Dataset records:
※
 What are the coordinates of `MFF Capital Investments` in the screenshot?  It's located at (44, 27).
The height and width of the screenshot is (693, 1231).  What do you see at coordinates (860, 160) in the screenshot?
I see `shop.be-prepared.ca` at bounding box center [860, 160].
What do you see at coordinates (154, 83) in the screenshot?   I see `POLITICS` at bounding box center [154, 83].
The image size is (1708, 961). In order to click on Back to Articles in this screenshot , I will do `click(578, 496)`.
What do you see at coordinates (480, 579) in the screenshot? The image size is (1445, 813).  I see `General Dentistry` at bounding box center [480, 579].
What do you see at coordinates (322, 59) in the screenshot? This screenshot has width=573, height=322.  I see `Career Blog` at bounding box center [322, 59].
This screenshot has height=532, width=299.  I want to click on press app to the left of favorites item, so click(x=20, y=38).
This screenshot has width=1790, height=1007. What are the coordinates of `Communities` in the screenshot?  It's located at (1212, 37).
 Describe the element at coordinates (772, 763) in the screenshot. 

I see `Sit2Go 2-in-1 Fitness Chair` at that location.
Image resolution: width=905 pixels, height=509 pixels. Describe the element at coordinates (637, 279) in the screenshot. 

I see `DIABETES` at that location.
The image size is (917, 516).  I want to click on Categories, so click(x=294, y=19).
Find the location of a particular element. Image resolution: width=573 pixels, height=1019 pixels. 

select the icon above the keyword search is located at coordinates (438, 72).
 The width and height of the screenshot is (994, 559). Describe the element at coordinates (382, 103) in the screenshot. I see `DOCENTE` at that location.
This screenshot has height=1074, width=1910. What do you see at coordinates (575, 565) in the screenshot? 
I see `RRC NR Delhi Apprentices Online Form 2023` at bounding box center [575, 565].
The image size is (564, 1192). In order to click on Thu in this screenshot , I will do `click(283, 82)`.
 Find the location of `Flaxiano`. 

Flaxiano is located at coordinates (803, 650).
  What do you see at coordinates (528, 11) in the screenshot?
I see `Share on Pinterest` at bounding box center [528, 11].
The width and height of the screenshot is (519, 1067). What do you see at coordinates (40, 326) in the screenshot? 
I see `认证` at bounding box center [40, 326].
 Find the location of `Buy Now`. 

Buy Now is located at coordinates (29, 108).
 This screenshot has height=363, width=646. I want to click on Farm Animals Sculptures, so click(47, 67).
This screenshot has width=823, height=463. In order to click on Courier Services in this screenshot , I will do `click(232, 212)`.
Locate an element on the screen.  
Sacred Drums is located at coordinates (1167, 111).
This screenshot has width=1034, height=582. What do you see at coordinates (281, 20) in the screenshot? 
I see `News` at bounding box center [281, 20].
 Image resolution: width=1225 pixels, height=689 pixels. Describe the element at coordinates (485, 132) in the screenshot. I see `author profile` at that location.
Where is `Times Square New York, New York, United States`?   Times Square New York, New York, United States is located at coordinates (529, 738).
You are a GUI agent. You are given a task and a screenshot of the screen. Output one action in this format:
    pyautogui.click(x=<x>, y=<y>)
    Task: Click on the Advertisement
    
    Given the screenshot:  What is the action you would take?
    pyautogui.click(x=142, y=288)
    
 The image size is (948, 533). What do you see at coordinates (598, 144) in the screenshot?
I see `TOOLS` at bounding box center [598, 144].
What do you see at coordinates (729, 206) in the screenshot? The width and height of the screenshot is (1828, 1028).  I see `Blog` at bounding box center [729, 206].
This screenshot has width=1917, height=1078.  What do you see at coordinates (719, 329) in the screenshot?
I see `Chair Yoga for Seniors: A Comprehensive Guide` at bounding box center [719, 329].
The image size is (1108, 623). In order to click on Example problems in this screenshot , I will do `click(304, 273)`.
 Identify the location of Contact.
※
Repeat, word for word, every line above.

▶ [Answer for this exercise]
 What are the coordinates of `MFF Capital Investments` in the screenshot?  It's located at (44, 27).
The height and width of the screenshot is (693, 1231).  What do you see at coordinates (860, 160) in the screenshot?
I see `shop.be-prepared.ca` at bounding box center [860, 160].
What do you see at coordinates (154, 83) in the screenshot?   I see `POLITICS` at bounding box center [154, 83].
The image size is (1708, 961). In order to click on Back to Articles in this screenshot , I will do `click(578, 496)`.
What do you see at coordinates (480, 579) in the screenshot? The image size is (1445, 813).  I see `General Dentistry` at bounding box center [480, 579].
What do you see at coordinates (322, 59) in the screenshot? This screenshot has width=573, height=322.  I see `Career Blog` at bounding box center [322, 59].
This screenshot has height=532, width=299.  I want to click on press app to the left of favorites item, so click(x=20, y=38).
This screenshot has width=1790, height=1007. What are the coordinates of `Communities` in the screenshot?  It's located at (1212, 37).
 Describe the element at coordinates (772, 763) in the screenshot. 

I see `Sit2Go 2-in-1 Fitness Chair` at that location.
Image resolution: width=905 pixels, height=509 pixels. Describe the element at coordinates (637, 279) in the screenshot. 

I see `DIABETES` at that location.
The image size is (917, 516).  I want to click on Categories, so click(x=294, y=19).
Find the location of a particular element. Image resolution: width=573 pixels, height=1019 pixels. 

select the icon above the keyword search is located at coordinates (438, 72).
 The width and height of the screenshot is (994, 559). Describe the element at coordinates (382, 103) in the screenshot. I see `DOCENTE` at that location.
This screenshot has height=1074, width=1910. What do you see at coordinates (575, 565) in the screenshot? 
I see `RRC NR Delhi Apprentices Online Form 2023` at bounding box center [575, 565].
The image size is (564, 1192). In order to click on Thu in this screenshot , I will do `click(283, 82)`.
 Find the location of `Flaxiano`. 

Flaxiano is located at coordinates (803, 650).
  What do you see at coordinates (528, 11) in the screenshot?
I see `Share on Pinterest` at bounding box center [528, 11].
The width and height of the screenshot is (519, 1067). What do you see at coordinates (40, 326) in the screenshot? 
I see `认证` at bounding box center [40, 326].
 Find the location of `Buy Now`. 

Buy Now is located at coordinates (29, 108).
 This screenshot has height=363, width=646. I want to click on Farm Animals Sculptures, so click(47, 67).
This screenshot has width=823, height=463. In order to click on Courier Services in this screenshot , I will do `click(232, 212)`.
Locate an element on the screen.  
Sacred Drums is located at coordinates (1167, 111).
This screenshot has width=1034, height=582. What do you see at coordinates (281, 20) in the screenshot? 
I see `News` at bounding box center [281, 20].
 Image resolution: width=1225 pixels, height=689 pixels. Describe the element at coordinates (485, 132) in the screenshot. I see `author profile` at that location.
Where is `Times Square New York, New York, United States`?   Times Square New York, New York, United States is located at coordinates (529, 738).
You are a GUI agent. You are given a task and a screenshot of the screen. Output one action in this format:
    pyautogui.click(x=<x>, y=<y>)
    Task: Click on the Advertisement
    
    Given the screenshot:  What is the action you would take?
    pyautogui.click(x=142, y=288)
    
 The image size is (948, 533). What do you see at coordinates (598, 144) in the screenshot?
I see `TOOLS` at bounding box center [598, 144].
What do you see at coordinates (729, 206) in the screenshot? The width and height of the screenshot is (1828, 1028).  I see `Blog` at bounding box center [729, 206].
This screenshot has width=1917, height=1078.  What do you see at coordinates (719, 329) in the screenshot?
I see `Chair Yoga for Seniors: A Comprehensive Guide` at bounding box center [719, 329].
The image size is (1108, 623). In order to click on Example problems in this screenshot , I will do `click(304, 273)`.
 Identify the location of Contact.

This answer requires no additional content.